The documentation says:
Authenticate with the local strategy via a POST to /auth/local with params identifier (email) and password). This will also create a session. See passport.local for more.
However, when I try to GET /user/me, which routes to a controller action that should return the current user in the session, the page instead gives an empty response. Why is this happening? Is there some kind of configuration step that I'm missing?
By the way, I haven't changed or messed around with the sails-auth package. It's still completely new; the "me" action looks like this:
me: function (req, res) {
res.ok(req.user);
}
EDIT: I've found a temporary workaround by searching the issues in the sails-auth repo. Instead of getting a user object from req.user, you can get a string user ID from req.session.passport.user.
Your me action as written is only going to return whatever you are passing in as the user param. Sails builds on top of Express.js so req is the request from the browser and res is the response to the browser.
Most likely you are sending the data to your me action in the req body which is why your response is blank, simply put, req.user is empty so the response is empty. In that case you would access it with req.body.user, you could also try var user = req.params();
For debugging and just generally getting a feel for how the req and res objects are structured I suggest you always start sails (in development, never in production) with the verbose flag.
sails lift --verbose
Then you can do this:
me: function(req, res){
sails.log.verbose(req);
res.ok(req.user);
}
And have it print out the entire req object so you know what's in req.user.
Typically though you would do a database lookup as the user param would be an id. Which means your me function might look (something, obviously depending on your dbc it might be pretty different) like:
me: function(req, res){
var userId = req.body.user;
User.find({'user_id': userId}.exec(function(err, user){
if(err){
//tell peeps there was an error
}else{
res.ok(user);
}
});
}
Best debugging for routes and for the request object:
'/*' : function(req, res, next) {
sails.log.verbose("method: ", req.method, "\n body: ", req.body, "\n url:", req.url);
next();
},
Just paste that at the start of your routes module.
I'm currently working on a angular + sails project. I'm using json web tokens for auth.

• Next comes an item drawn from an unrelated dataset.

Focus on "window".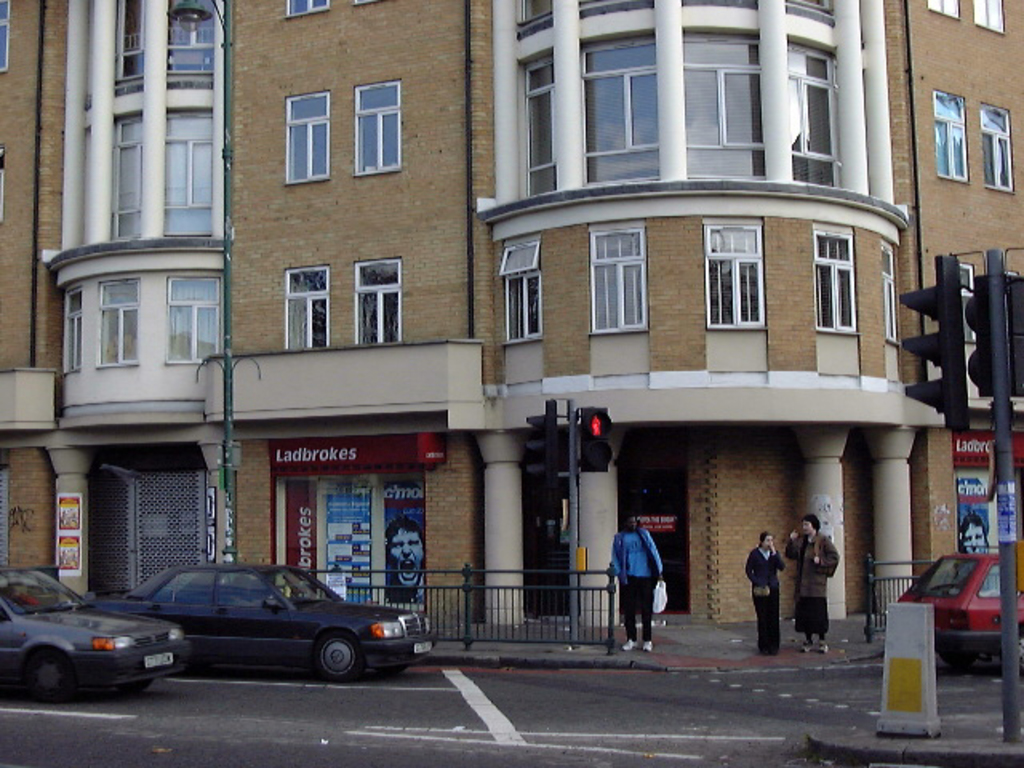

It works fine but I wanna set a new token for every validated request that my angular app does.
This is my auth policy
passport.authenticate('jwt', function (error, user, info) {
if (error) return res.serverError(error);
if (!user)
return res.send({
message: info.message,
code: info.code,
tokenError: info.name
});
// The token is ok past this line
// I check the user again
User.findOne({ email: user.email }, function (err, thisUser) {
if (err) { return res.send(err); }
if (!thisUser) {
// send a bad response
}
req.user = user;
// This is the new token that I wanna send to the frontend
var newToken = AuthService.createToken(thisUser);
next();
});
})(req, res);
With this policy I can create the new token, but then I would need a way to include this token in every response, this Is the point where I'm stuck.
I gues I could do it manually in every controller action, but this is want I want to avoid
The best way to standardize your responses in Sails is to use the custom responses feature. In short, instead of calling res.send() or res.json() in your controller actions, call res.ok() instead, and then customize the api/responses/ok.js file that is generated with every new Sails app. This is the same response that Sails blueprints use as well!
In your case, you'd want to save the token onto the request object (e.g. req.token) in your policy code, then use that property in your logic inside of ok.js.